Re: [PATCH] random: add blocking facility to urandom

From: Steve Grubb
Date: Wed Sep 07 2011 - 16:30:37 EST


On Wednesday, September 07, 2011 04:23:13 PM Sasha Levin wrote:
> On Wed, 2011-09-07 at 16:02 -0400, Steve Grubb wrote:
> > On Wednesday, September 07, 2011 03:27:37 PM Ted Ts'o wrote:
> > > On Wed, Sep 07, 2011 at 02:26:35PM -0400, Jarod Wilson wrote:
> > > > We're looking for a generic solution here that doesn't require
> > > > re-educating every single piece of userspace. And anything done in
> > > > userspace is going to be full of possible holes -- there needs to be
> > > > something in place that actually *enforces* the policy, and
> > > > centralized accounting/tracking, lest you wind up with multiple
> > > > processes racing to grab the entropy.
> > >
> > > Yeah, but there are userspace programs that depend on urandom not
> > > blocking... so your proposed change would break them.
> >
> > The only time this kicks in is when a system is under attack. If you have
> > set this and the system is running as normal, you will never notice it
> > even there. Almost all uses of urandom grab 4 bytes and seed openssl or
> > libgcrypt or nss. It then uses those libraries. There are the odd cases
> > where something uses urandom to generate a key or otherwise grab a chunk
> > of bytes, but these are still small reads in the scheme of things. Can
> > you think of any legitimate use of urandom that grabs 100K or 1M from
> > urandom? Even those numbers still won't hit the sysctl on a normally
> > function system.
>
> As far as I remember, several wipe utilities are using /dev/urandom to
> overwrite disks (possibly several times).

Which should generate disk activity and feed entropy to urandom.

> Something similar probably happens for getting junk on disks before
> creating an encrypted filesystem on top of them.

During system install, this sysctl is not likely to be applied.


**What the task asks:** Without any of the pictures, set down the data below exactly.

**Material for this task:**
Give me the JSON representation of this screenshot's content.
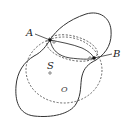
{
  "diagram": {
    "type": "geometry-figure",
    "labels": {
      "point_a": "A",
      "point_b": "B",
      "surface": "S",
      "center": "O"
    },
    "elements": [
      {
        "name": "closed-surface-curve",
        "style": "solid"
      },
      {
        "name": "great-circle",
        "style": "dashed"
      },
      {
        "name": "ellipse-section",
        "style": "dashed"
      },
      {
        "name": "curve-a-to-b",
        "style": "solid"
      },
      {
        "name": "point-a",
        "style": "filled-dot"
      },
      {
        "name": "point-b",
        "style": "filled-dot"
      },
      {
        "name": "center-point",
        "style": "hollow-dot"
      }
    ],
    "colors": {
      "stroke": "#333333",
      "background": "#ffffff"
    }
  }
}
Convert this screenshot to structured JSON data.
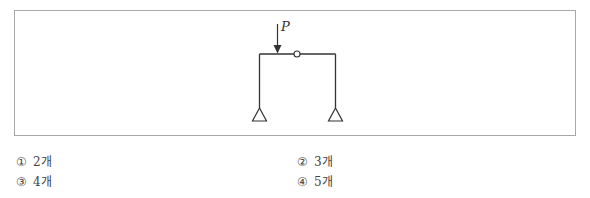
{
  "figure": {
    "load_label": "P",
    "structure": {
      "type": "portal-frame",
      "members": [
        "left-column",
        "beam",
        "right-column"
      ],
      "internal_hinge": "circle on beam",
      "supports": [
        "pin-left",
        "pin-right"
      ],
      "load": "vertical point load P on beam"
    }
  },
  "choices": [
    {
      "number": "①",
      "text": "2개"
    },
    {
      "number": "②",
      "text": "3개"
    },
    {
      "number": "③",
      "text": "4개"
    },
    {
      "number": "④",
      "text": "5개"
    }
  ],
  "colors": {
    "line": "#333333",
    "border": "#a8a8a8",
    "text": "#444444"
  }
}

**Exercise response:**
Give me the JSON representation of this screenshot's content.
{
  "diagram": {
    "type": "geometry-figure",
    "labels": {
      "point_a": "A",
      "point_b": "B",
      "surface": "S",
      "center": "O"
    },
    "elements": [
      {
        "name": "closed-surface-curve",
        "style": "solid"
      },
      {
        "name": "great-circle",
        "style": "dashed"
      },
      {
        "name": "ellipse-section",
        "style": "dashed"
      },
      {
        "name": "curve-a-to-b",
        "style": "solid"
      },
      {
        "name": "point-a",
        "style": "filled-dot"
      },
      {
        "name": "point-b",
        "style": "filled-dot"
      },
      {
        "name": "center-point",
        "style": "hollow-dot"
      }
    ],
    "colors": {
      "stroke": "#333333",
      "background": "#ffffff"
    }
  }
}
Convert this screenshot to structured JSON data.
{
  "figure": {
    "load_label": "P",
    "structure": {
      "type": "portal-frame",
      "members": [
        "left-column",
        "beam",
        "right-column"
      ],
      "internal_hinge": "circle on beam",
      "supports": [
        "pin-left",
        "pin-right"
      ],
      "load": "vertical point load P on beam"
    }
  },
  "choices": [
    {
      "number": "①",
      "text": "2개"
    },
    {
      "number": "②",
      "text": "3개"
    },
    {
      "number": "③",
      "text": "4개"
    },
    {
      "number": "④",
      "text": "5개"
    }
  ],
  "colors": {
    "line": "#333333",
    "border": "#a8a8a8",
    "text": "#444444"
  }
}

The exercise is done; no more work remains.